(5/16/2025)
Oh, wow! This book gave me goosebumps. Quite simply, it's a masterpiece.
Brilliantly and imaginatively written by Percival Everett, this is the other side of Mark Twain's 1885 novel, "The Adventures of Huckleberry Finn." It is a treatise on the inherent evils of slavery, the significance of abiding friendship and romantic love, and the deeply human need to be respected and free. It rightly won the 2025 Pulitzer Prize for Fiction and the 2024 National Book Award.
In Twain's novel, Huck frequently goes off on adventures, leaving Jim alone, mostly to tend the raft and canoe, their mode of transportation as they both escape their former lives as they float down the Mississippi River. What was Jim doing all that time when he was left alone? Everett has reimagined "Huck Finn" to tell Jim's side of the story, and it's a story that is so compelling, so enthralling, so mesmerizing that you likely will stay up long past your bedtime to read just one more chapter.

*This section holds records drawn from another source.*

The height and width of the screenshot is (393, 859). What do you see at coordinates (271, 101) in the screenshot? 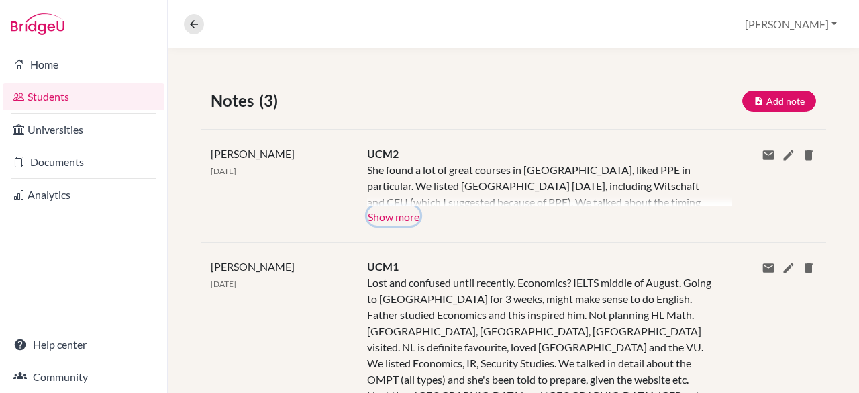
I see `span: (3)` at bounding box center [271, 101].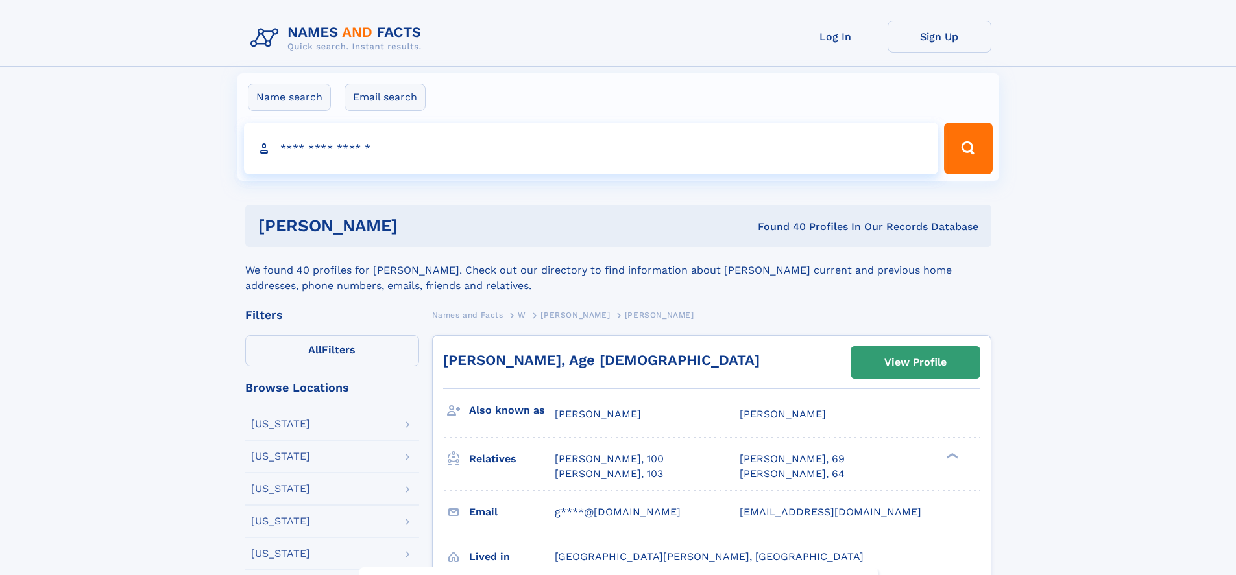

Mark Twain portrays Jim as a befuddled, ignorant Black man, liberally using a much harsher and derogatory epithet than "Black man." In Percival Everett's book, Jim is an educated, erudite man who can read and write. He expounds complex philosophical ideas. He speaks English properly, as do all the slaves, except in the presence of White people when he speaks in a put-on Southern dialect common to slaves. They call it slave language. But Jim is trapped as a slave, until he escapes Miss Watson. Meanwhile, Huck Finn has been abused by his no-good father one time too many, and he, too, escapes, leaving an ingenious trail so the townspeople will think he was murdered. The two serendipitously find each other on a deserted island in the Mississippi. Everett sticks fairly close—but not entirely—to Twain's story of Huck and Jim's adventures. In this book we see a whole new side of Jim, as he cares for and protects Huck, who is, after all, just a child.

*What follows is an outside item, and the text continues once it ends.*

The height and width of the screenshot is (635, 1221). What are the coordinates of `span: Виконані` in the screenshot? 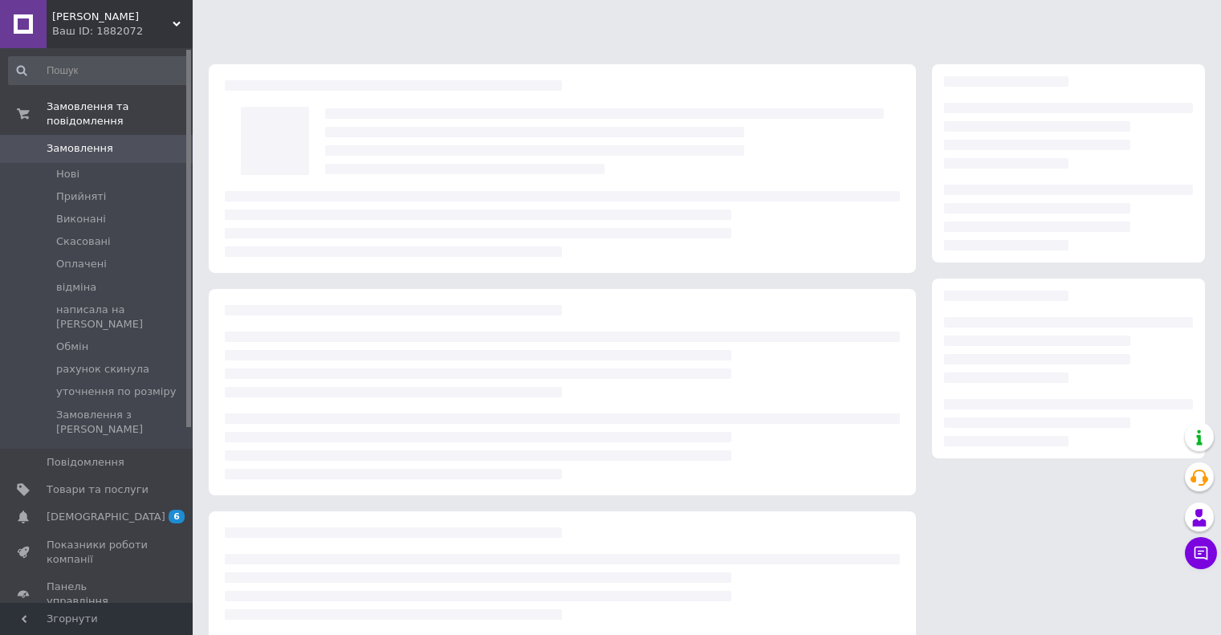 It's located at (81, 219).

About two-thirds of the way through "James," which is the beginning of Part II, Everett bids farewell to Twain's "Huck Finn" and strikes out on his own in a page-turning story that is riveting and remarkable and filled with surprises—especially one stunner. (No spoilers here!) Everett wisely abandons Twain's version when it got to be silly and farfetched as Huck and Tom Sawyer try to rescue Jim when he was captured as a runaway on the Phelps family's plantation. This second part of "James" is the strongest and most electrifying part of the book.

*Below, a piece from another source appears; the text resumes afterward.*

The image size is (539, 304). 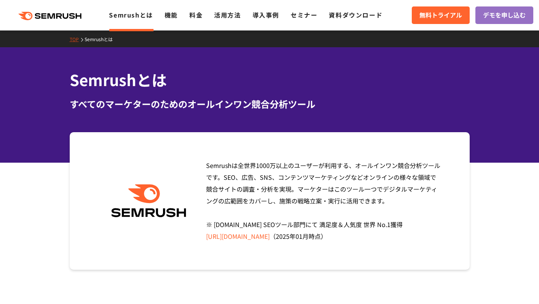 What do you see at coordinates (149, 201) in the screenshot?
I see `img: Semrush` at bounding box center [149, 201].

This is a fast-paced novel that is more plot than philosophy, but taken as a whole it is one of the most powerful and profound novels I have ever read. Most notably, Everett, unlike Twain, treats slavery as the violent, bloody, abusive, and inhumane institution it was.
And the ending? I will only say it was amazing. It's the best ending, albeit unexpected, I could ever have imagined.
"James" is truly an extraordinary novel with sophisticated storytelling that is provocative, haunting, and triumphant. Read it.
Just a thought: Consider reading (or rereading) "The Adventures of Huckleberry Finn" before reading "James." I did this, and had I not, I wouldn't have appreciated or even understood not only certain plot turns, but also many subtle references. That said, because "James" does veer from Twain's novel, it's not absolutely necessary to read "Huck" first.